When Ashley Pittman was 14, her mother, Lynn Stoutamire, bought her a rudimentary Discover DJ turntable for Christmas. Not long after, Stoutamire came home to find both her daughter and their home stereo’s surround sound system missing. It turned out that enterprising Ashley was out on her first DJ gig, playing a friend’s after school birthday party.
Ten years later, Pittman, who goes by DJ Curley Sue, is still spinning records at area clubs, weddings, and corporate events. Last month, she decided to respond to the COVID-19 crisis with “Sunday Brunch” live streams from the kitchen of her family’s home in Upper Marlboro, Maryland.
“People are in their homes, and they feel like they may never get out,” says Pittman. “I’m really trying to bring people together and take their minds off the quarantine and the corona. Not that that is not important, but for the time being, when you are at home, I want you to really enjoy your family and friends and just be in your present moment.”
Pittman is videogenic and an engaging presence, her mixes are tight, and she’s got prodigious knowledge of music recorded and released before she was born. For three consecutive Sundays, she has live streamed mixes of old school jams—hip-hop, funk, and R&B with a sprinkling of Afrobeat and go-go—spreading musical love and stacking up viral views, all the while sharing the spotlight with her mom.

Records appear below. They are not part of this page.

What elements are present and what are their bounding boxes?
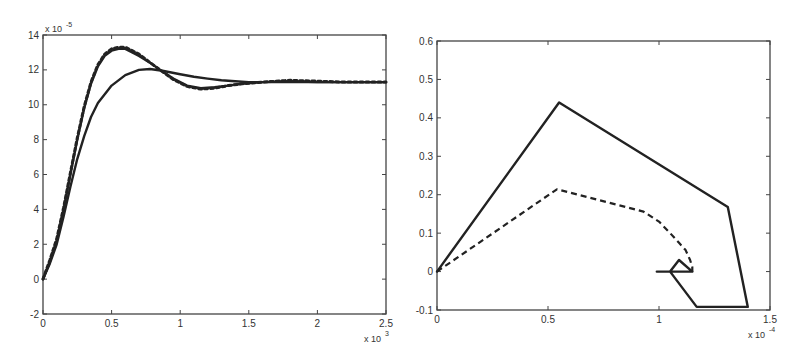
y-tick-label: 0.5 <box>419 74 433 85</box>
series-line <box>437 103 748 307</box>
x-multiplier-exponent: -4 <box>769 326 775 333</box>
x-tick-label: 1 <box>656 314 662 325</box>
y-tick-label: 0.3 <box>419 151 433 162</box>
right-chart: 00.511.5-0.100.10.20.30.40.50.6x 10-4 <box>0 0 798 354</box>
y-tick-label: 0.4 <box>419 112 433 123</box>
y-tick-label: 0.1 <box>419 228 433 239</box>
plot-frame <box>437 41 770 310</box>
x-multiplier: x 10 <box>748 330 765 340</box>
series-line <box>437 189 692 271</box>
y-tick-label: -0.1 <box>416 305 434 316</box>
x-tick-label: 1.5 <box>763 314 777 325</box>
figure: 00.511.522.5-202468101214x 103x 10-5 00.… <box>0 0 798 354</box>
y-tick-label: 0.6 <box>419 36 433 47</box>
y-tick-label: 0.2 <box>419 189 433 200</box>
y-tick-label: 0 <box>427 266 433 277</box>
x-tick-label: 0 <box>434 314 440 325</box>
x-tick-label: 0.5 <box>541 314 555 325</box>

That’s because Stoutamire, who works during the week as an oral surgery nurse, spends her Sundays cooking. And whenever the DJ plays one of her jams, Stoutamire steps away from her kitchen counter to dance behind her daughter, waving spatulas, spoons, a bottle of Lysol—whatever she happens to be holding at that moment. And it’s clear from the salvo of real-time comments that Stoutamire, dubbed “Momma Sue” for the live streams, has captured hearts all over the DMV, and in Egypt, Germany, and Barbados, too. On a recent Sunday, the comments were heartfelt: “A mom supporting her child is everything. I love this,” and also funny: “Mom doing the HAPPY FEET,” and “Mama getting CRUNK!!!”
Stoutamire routinely makes requests during the Sunday Brunches, but the DJ responds the way daughters inevitably do when confronted by maternal entreaties: “I ignore them,” Pittman says cheerfully.
According to Pittman, the mother-daughter Sunday Brunches weren’t really planned. She was DJing for her sister’s brunch via Zoom when she decided to go live on Facebook. “My mom was in the kitchen cooking our regular dinner, and we were just jamming,” she says. “It was a Sunday afternoon of cooking, listening to music, and just having fun. People liked it because it was authentic, it was real, and it was family-oriented.”
Indeed, there’s something about these live stream sets with mom’s home cooking and family members occasionally wandering through the kitchen that feels like a kind of virtual comfort food for these awful times. “The kitchen is the place in the house where people usually meet and talk,” says Pittman. “It represents the heart of the home.”
She started her weekly Sunday Brunch live streams on March 22, and that first video now has more than 164,000 Facebook views. On subsequent Sundays, she was repeatedly shut down for copyright infringement by Facebook, and then Instagram. Last weekend, she streamed an Easter Sunday gospel hip-hop and R&B special, and successfully avoided social media’s copyright police while Stoutamire cooked chicken pot pie. The regular brunch returns this Sunday at 1 p.m., and Pittman will also play random pop up “Quarantine Club” mixes during the week.
Pittman, who graduated from Westlake High School in Waldorf, Maryland, before attending Bowie State University, has been DJing throughout high school and college, inspired mostly by DJ Jazzy Jeff, “the way he tells a story through his music is so irreplaceable,” she says, but also by MC Lyte and DJ Spinderella. Her sister came up with the moniker Curley Sue. “It’s cute, it’s catchy, and it really describes my fun personality,” says Pittman.
Her website offers themed mixes, currently a “Women’s Empowerment” set, “GoGo Classics,” and “HBCU Anthems,” which includes “Swag Surfin’” by Fast Life Yungstaz. “That is the most influential song in HBCUS,” she says. “When the beat drops, literally everyone will stop what they are doing and get in formation. We all put our arms together and there’s a particular dance we all do. It doesn’t matter if you know that person, hate that person, we all form a circle and start to do the dance. It represents unity. I have always loved how music brings people together.”